I remember grabbing a jar of spaghetti sauce mid-count when I first noticed it. The strange stillness in the room. It was always so still when only I was home, but this was stillness of a different quality. It was full of something, rather than absent.
I looked down at my shadow there on the floor, and because of the light from that little window, it was perfectly stretched out in front of me. We were the exact same height and shape. There was no distortion from the angle of the sun or a bump in the floor or a wall that might have cut into the silhouette. We matched exactly. Perfectly. Down to the eyelash.
I lifted up the jar, and so did my shadow. We both leaned over and set the sauces on the counters, and returned our hands to rest at our sides. It was like I could feel that something was about to happen. Like I shouldn’t look away.

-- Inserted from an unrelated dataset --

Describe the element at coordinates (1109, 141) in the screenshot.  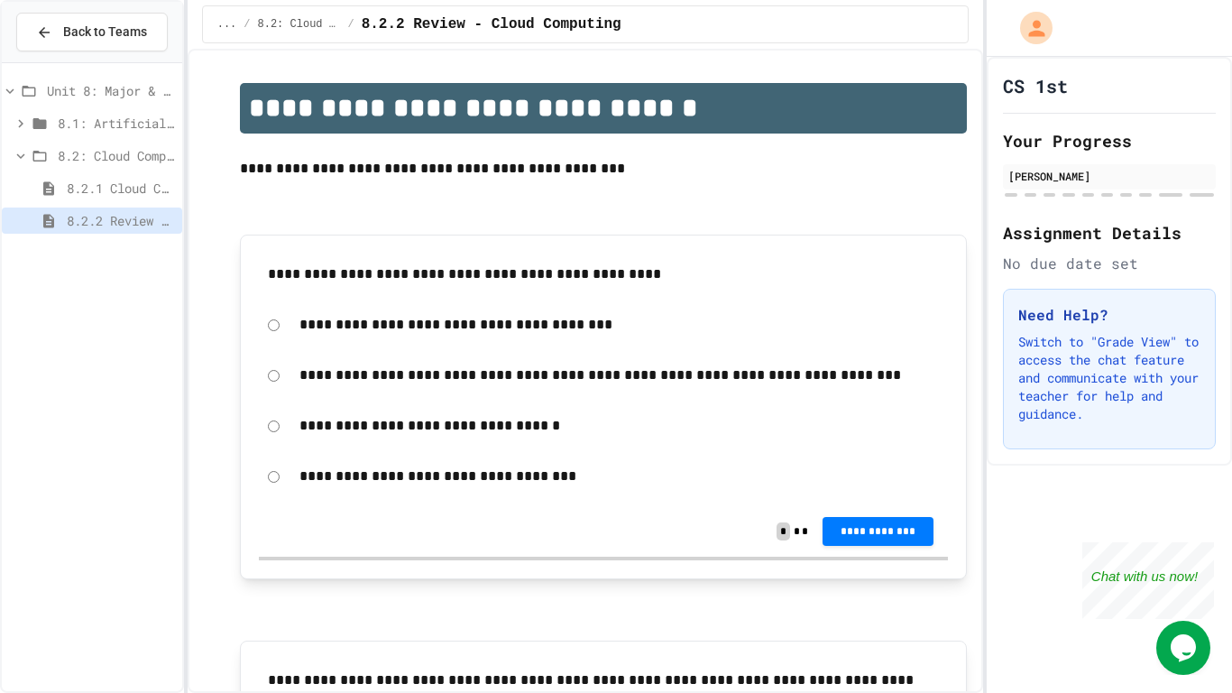
I see `h2: Your Progress` at that location.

Then something did. This is going to sound absolutely crazy, but I swear it’s true.
I was holding perfectly still, under the spell of that feeling, just watching my shadow. It was looking back at me, in the same pose, waiting.
Then I saw it tilt its head ever so slightly to the side, all by itself.
There was a moment of coldness, like the entire room had dropped twenty degrees. I tried to take a breath, but I couldn’t move. Then it was gone.
I didn’t cry. Not that whole afternoon. Instead, I kept busy, taking inventory of our first-aid supplies, cleaning, making sure the window coverings were still secure, double-checking that we had sufficient shotgun ammunition, cleaning and resetting the game trap. I felt like there were so many things to make sure of, and so little time. Like it was all going to end that same night, and I’d just vanish too, forever. I kept spinning around to look behind me, to see if maybe I’d been mistaken, that the sun had just disappeared behind some clouds for a second, or I simply had cabin fever. But it didn’t matter how many times I looked or how many different directions I shone our spare flashlight on my hand. I couldn’t make a silhouette against any surface. In the light on the wall, the plastic cylinder looked like it was floating in midair all by itself, careening wildly about, pointing every which angle. As soon as I noticed, I put it down immediately. I couldn’t touch it again.
I forgot to start dinner. Instead, I shook out the winter clothes in the storage trunk so they wouldn’t have moth holes in them by the time we needed them. I still didn’t cry.
Even when I went back in the kitchen and saw that jar still sitting on the counter, and its own twin still painted darkly on the floor, I still didn’t cry.
Not until after it had gotten dark, and I heard your key in the door.